As with all countries throughout the war, Canada was affected by food supply shortages during the war, though nowhere near the extent to, say, the United Kingdom.

Rationing, for Canadians, actually provided a "feeling of equality" because all ration books were alike, and it brought the sense of a common struggle with one another, as well as others in the Commonwealth going through the same thing. (1) The most sympathies were for Britain though, who were widely agreed to suffer from the worst rationing practices. (2)

Recipe sections in newspapers typically "belonged" in the women's section of newspapers, widely considered "fluff" or "soft news" and not worth considering in the study of journalistic history. This perception continued for some time after the war, although recent scholarship has begun to turn this around. (3) The truth is, that while women's pages have long held this perception, they have also been vital places for the forging of womanhood - they allowed women a place to communicate their thoughts, feelings, and share tips for the home with other women. They encouraged communication and interactivity with the newspaper itself, e.g. sending in recipes or advice column submissions. Advertisers realized that through the women's page, a new market for advertising had opened up to them. (4)

Food and rationing played a particularly important role in women's pages, and newspapers throughout the 1940s. Rationing changed what was available to home cooks; now with limits on their ingredients, newspaper recipes were vital to giving advice on what could be made with such limited ingredients. (3) Additionally, conservative women fought against "the entering of the state into the kitchen" during this time, while other women who supported food rationing also used it as a means to rally for their rights as consumers to fair prices and equitable distribution, as supported by their rationing books. Food was not just a way of survival, it was a way for women to influence politics and assert their rights. (1)

British rationing practices were the most stringent, and usually held as an example to sympathize with. Here, an article in NEWS expresses some incredulousness at how strict these practices are (one cubic inch of cheese!)

Bibliography

(1) Mosby, Ian. Food Will Win the War. Vancouver: Kent State University Press, 2014. https://books.scholarsportal.info/uri/ebooks/ebooks3/upress/2014-06-27/1/9780774827638.

(2) Hathaway, Sheri. “Canadians Living with Rationing in Wartime.” The Western Producer (blog), November 10, 2021. https://www.producer.com/farmliving/canadians-living-with-rationing-in-wartime/.

(3) Voss, Kimberly Wilmot. Re-Evaluating Women’s Page Journalism in the Post-World War II Era: Celebrating Soft News. Cham: Springer International Publishing, 2018. https://doi.org/10.1007/978-3-319-96214-6.

(4) Golia, Julie A. “Courting Women, Courting Advertisers: The Woman’s Page and the Transformation of the American Newspaper, 1895–1935.” The Journal of American History 103, no. 3 (2016): 606–28.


▶ **Work instructions**
Tally the lines below containing the word "name" and give that total alone.

++++ Recorded data

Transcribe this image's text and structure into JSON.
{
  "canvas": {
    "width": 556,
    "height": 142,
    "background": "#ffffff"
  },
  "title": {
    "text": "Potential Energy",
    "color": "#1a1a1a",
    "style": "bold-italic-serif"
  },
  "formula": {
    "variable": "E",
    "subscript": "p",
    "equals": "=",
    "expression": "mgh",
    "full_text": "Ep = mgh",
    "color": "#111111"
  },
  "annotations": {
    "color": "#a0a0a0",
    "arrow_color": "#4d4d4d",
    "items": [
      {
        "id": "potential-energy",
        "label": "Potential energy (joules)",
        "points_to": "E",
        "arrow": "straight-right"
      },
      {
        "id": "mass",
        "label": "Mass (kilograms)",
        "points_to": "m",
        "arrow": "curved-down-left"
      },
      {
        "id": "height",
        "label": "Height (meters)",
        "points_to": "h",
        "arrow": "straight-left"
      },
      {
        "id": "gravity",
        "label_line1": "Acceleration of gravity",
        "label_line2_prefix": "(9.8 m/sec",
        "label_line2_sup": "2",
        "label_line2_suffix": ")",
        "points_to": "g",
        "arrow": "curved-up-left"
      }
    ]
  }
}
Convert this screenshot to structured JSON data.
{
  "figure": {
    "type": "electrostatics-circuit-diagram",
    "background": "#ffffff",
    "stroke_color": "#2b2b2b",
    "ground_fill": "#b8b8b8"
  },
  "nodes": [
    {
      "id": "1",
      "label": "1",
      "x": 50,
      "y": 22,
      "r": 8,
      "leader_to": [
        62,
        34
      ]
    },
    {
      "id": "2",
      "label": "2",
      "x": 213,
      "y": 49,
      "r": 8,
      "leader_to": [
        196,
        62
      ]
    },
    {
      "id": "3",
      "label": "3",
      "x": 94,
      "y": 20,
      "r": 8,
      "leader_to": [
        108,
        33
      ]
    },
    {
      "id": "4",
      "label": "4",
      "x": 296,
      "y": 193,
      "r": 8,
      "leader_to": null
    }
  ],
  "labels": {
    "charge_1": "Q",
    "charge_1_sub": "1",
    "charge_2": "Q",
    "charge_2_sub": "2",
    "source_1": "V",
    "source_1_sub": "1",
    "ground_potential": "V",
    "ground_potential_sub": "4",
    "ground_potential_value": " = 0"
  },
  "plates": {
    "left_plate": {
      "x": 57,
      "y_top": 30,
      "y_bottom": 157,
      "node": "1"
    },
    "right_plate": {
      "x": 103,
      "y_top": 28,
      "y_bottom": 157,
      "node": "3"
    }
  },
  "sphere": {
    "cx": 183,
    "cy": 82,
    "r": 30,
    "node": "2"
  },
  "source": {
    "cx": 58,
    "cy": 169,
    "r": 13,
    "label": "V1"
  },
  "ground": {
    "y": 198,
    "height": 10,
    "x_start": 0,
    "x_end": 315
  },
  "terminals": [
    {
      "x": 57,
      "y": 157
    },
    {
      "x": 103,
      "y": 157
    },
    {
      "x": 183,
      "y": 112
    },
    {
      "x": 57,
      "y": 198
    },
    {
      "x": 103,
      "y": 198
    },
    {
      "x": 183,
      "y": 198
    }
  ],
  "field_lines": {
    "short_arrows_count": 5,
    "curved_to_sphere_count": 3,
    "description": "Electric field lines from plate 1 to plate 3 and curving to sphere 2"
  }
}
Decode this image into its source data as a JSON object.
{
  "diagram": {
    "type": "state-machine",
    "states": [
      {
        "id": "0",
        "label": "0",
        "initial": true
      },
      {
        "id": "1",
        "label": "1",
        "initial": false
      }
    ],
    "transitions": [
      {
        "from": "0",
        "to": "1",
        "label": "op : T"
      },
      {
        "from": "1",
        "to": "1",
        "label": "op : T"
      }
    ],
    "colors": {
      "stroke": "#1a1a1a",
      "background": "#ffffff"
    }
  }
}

++++++++
++++ Recorded data

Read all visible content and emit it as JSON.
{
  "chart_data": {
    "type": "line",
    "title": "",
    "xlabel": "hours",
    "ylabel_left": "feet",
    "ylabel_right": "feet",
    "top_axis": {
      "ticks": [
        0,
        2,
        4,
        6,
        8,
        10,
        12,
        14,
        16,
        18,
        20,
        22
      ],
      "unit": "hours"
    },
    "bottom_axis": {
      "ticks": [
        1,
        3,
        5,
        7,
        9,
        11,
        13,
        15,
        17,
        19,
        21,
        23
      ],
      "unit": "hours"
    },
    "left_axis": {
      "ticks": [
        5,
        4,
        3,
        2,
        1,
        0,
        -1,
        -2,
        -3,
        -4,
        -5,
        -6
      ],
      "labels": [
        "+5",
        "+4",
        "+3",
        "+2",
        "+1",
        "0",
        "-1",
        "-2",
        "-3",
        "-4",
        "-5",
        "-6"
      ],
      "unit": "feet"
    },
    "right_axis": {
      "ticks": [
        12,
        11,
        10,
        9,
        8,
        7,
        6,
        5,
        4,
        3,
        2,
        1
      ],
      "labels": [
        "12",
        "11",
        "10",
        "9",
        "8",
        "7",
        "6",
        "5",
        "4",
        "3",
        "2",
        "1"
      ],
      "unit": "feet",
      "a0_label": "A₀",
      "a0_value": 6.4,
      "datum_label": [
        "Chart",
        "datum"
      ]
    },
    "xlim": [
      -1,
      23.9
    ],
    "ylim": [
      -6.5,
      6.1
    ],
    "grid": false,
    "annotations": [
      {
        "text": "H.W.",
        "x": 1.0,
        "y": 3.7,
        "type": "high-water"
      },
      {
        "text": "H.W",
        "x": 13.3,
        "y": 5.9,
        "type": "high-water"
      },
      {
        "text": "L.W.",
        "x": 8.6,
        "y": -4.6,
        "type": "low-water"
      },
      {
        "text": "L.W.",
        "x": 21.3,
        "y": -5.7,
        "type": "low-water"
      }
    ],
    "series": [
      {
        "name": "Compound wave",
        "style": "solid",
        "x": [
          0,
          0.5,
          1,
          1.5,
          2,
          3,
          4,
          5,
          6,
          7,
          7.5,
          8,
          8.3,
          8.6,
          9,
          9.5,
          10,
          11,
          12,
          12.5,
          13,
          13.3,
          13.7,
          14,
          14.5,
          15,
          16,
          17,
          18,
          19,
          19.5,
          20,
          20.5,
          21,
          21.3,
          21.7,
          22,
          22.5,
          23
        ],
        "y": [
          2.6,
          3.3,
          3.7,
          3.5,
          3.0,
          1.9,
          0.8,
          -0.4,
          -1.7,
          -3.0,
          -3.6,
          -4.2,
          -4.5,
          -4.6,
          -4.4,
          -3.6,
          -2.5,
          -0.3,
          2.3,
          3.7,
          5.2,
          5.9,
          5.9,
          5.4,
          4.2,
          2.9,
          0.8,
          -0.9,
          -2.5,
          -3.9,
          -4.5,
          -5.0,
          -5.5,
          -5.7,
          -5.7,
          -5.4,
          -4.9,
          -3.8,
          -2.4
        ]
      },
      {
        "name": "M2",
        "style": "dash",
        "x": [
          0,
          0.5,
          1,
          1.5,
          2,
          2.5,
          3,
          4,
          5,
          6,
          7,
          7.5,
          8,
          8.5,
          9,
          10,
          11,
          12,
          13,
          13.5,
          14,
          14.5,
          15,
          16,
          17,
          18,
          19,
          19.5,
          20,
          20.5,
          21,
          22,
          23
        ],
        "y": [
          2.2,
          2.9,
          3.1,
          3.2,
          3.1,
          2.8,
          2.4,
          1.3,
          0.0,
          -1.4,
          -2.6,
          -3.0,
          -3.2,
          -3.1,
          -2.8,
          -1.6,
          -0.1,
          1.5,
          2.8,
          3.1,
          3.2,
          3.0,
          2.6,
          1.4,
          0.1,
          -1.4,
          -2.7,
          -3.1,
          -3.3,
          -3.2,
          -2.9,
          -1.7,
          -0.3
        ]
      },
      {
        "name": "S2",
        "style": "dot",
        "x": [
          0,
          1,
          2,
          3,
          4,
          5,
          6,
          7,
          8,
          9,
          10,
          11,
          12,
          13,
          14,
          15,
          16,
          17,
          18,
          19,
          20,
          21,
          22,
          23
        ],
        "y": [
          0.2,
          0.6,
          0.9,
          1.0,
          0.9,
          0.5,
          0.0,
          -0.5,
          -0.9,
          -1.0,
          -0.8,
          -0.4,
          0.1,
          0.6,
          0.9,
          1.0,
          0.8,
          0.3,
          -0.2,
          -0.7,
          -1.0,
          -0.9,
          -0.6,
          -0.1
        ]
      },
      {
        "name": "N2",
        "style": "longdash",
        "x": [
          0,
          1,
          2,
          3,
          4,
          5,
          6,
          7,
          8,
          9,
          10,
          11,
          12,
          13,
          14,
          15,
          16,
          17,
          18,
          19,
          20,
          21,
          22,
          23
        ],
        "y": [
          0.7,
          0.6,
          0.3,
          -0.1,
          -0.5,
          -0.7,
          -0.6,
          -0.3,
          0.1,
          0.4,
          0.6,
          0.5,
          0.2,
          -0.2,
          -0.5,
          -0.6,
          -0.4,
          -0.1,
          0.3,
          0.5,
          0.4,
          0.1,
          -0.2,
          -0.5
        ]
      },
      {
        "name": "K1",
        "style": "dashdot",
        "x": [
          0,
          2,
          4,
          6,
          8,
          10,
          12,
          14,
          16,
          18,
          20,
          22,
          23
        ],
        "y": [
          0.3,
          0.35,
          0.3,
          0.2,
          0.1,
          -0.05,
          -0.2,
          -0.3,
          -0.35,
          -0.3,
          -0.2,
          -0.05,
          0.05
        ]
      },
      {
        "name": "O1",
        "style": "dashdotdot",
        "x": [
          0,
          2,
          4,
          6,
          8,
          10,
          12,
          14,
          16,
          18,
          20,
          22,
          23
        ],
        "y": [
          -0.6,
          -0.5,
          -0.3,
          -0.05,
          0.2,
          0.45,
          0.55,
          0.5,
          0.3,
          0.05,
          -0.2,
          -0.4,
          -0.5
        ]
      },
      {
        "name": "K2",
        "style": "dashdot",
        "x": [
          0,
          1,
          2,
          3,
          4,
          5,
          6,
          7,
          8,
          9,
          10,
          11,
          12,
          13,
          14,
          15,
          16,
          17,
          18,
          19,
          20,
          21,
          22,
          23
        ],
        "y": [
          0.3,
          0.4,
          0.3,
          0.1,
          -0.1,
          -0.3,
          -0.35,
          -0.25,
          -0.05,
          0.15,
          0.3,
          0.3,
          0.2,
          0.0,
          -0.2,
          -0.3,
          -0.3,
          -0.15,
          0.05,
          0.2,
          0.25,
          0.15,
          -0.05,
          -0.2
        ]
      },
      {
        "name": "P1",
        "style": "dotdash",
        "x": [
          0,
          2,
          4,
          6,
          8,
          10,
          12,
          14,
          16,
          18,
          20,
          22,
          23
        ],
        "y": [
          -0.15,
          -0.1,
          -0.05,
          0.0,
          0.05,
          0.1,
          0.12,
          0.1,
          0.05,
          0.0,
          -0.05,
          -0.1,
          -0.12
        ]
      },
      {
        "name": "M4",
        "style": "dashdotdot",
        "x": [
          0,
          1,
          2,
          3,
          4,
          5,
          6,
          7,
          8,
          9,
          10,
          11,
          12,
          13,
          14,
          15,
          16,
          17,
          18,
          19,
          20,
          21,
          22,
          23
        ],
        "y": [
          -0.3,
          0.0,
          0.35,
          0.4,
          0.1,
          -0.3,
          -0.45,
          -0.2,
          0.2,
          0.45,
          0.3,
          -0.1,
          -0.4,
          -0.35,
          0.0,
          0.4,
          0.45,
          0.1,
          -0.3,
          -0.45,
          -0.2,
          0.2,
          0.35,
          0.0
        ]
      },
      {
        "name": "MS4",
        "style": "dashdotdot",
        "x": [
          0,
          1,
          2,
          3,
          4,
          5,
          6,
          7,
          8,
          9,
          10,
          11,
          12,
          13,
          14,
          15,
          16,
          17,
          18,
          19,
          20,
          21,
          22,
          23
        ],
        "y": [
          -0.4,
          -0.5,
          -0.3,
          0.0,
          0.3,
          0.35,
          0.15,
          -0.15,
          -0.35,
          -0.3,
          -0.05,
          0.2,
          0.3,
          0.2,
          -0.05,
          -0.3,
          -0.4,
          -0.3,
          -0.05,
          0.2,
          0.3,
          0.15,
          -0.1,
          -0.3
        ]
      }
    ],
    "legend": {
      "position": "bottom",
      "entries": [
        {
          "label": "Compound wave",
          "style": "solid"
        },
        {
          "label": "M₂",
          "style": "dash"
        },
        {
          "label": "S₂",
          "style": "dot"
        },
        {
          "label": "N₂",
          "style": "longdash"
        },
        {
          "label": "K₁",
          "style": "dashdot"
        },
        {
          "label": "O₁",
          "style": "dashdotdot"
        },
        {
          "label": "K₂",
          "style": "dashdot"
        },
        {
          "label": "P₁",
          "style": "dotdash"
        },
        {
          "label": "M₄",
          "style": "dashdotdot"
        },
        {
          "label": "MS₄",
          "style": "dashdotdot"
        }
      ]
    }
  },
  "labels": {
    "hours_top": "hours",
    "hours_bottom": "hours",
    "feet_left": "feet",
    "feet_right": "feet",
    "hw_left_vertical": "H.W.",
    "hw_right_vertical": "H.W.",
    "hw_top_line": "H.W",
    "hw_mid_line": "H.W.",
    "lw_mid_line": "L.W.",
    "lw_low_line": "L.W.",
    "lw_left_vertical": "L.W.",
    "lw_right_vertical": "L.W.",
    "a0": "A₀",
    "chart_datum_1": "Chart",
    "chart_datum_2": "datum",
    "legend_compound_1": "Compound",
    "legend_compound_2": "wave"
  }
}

++++++++

▶ **The completed task**
10